Another episode of ‘Fun Times with Pat’


For a while I was getting worried. Pat Robertson had started saying sensible things, such as that religious people should not be saying things like the age of the Earth is just 6,000 years old that oppose well established scientific facts, and that marijuana should be legalized. I was afraid that these were signs that we had entered some strange alternate universe.

But I needn’t have worried, because the old familiar Pat is back! He is at his best (i.e., most crazy) when he is answering questions from viewers of his TV show and is speaking off the cuff and giving advice on things like romance. That is when his inner crazy, never far from the surface, bubbles up and he utters with the most bizarre stuff.

In this clip, he responds to a question as to why these days miracles seem to occur only in Africa and not the US.

“People overseas didn’t go to Ivy League schools,” the TV preacher said, laughing. “We’re so sophisticated, we think we’ve got everything figured out. We know about evolution, we know about Darwin, we know about all these things that says God isn’t real.”

“We have been inundated with skepticism and secularism,” he continued. “And overseas, they’re simple, humble. You tell ’em God loves ’em and they say, ‘Okay, he loves me.’ You say God will do miracles and they say, ‘Okay, we believe him.'”

“And that’s what God’s looking for. That’s why they have miracles.”

Robertson is a master at ‘effing the ineffable‘, claiming detailed knowledge of what god likes and wants. But what is worse is that he makes out that Africans are dopes who simply accept what he tells them about god. Furthermore, it makes no sense that god would avoid doing miracles in those parts of the world where there is greater skepticism. Surely that is precisely where he should do them, in order to confound the skeptics?

But Robertson is wrong on the facts, since god has produced a miracle Pepperidge Farm goldfish snack right here in the US. Let’s see you match that, Africa!

But his underlying message is correct, that the more people get educated and learn about science, the less likely they are to be gullible about alleged miracles. So we have to credit him with realizing that, however offensively he says it.

Comments

  1. Matt G says

    Mano, is effing the ineffable your phrase? Brilliant!

    Pat is one of the US’s biggest embarrassments. If he is considered one of Christianity’s brightest stars, they are in worse trouble than I thought.

  2. Mano Singham says

    Alas, no. I am not that adept at coining phrases. I wish I had thought of it but if you follow the link you will see that it originates with philosopher Stephen Law.

  3. Trebuchet says

    The second video autoplays, starting with an annoying commercial. I hate that. Hope you can fix it.

  4. Mano Singham says

    I don’t know how to do that, unfortunately. I’ll see if I can figure it out.

  5. PeterG says

    Bwahahaha!

    That ‘cross’ in the goldfish is nothing more than the negative impression from a phillips head screw.

    If that’s a sign from god, then my shop is a verifiable holy site!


• Work required
With both ends included, repeat exactly the lines of the entries below from the one containing "Describe the element" down to the one containing "Find the location", and no others.

• Data for processing
--------------------------------

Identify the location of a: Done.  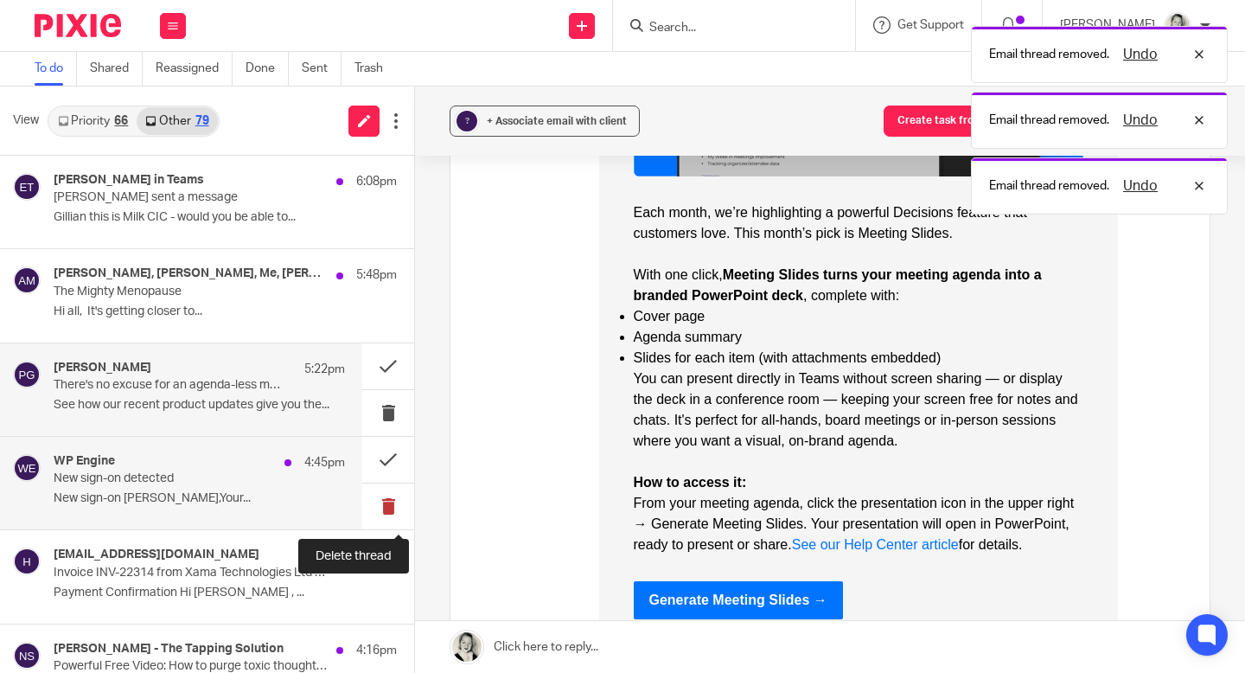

--------------------------------

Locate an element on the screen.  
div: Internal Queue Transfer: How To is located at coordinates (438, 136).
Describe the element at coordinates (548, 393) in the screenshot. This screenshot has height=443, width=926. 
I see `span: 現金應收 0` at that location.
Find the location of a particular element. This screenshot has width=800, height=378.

--------------------------------

• The answer
Describe the element at coordinates (548, 393) in the screenshot. This screenshot has height=443, width=926. 
I see `span: 現金應收 0` at that location.
Find the location of a particular element. This screenshot has width=800, height=378.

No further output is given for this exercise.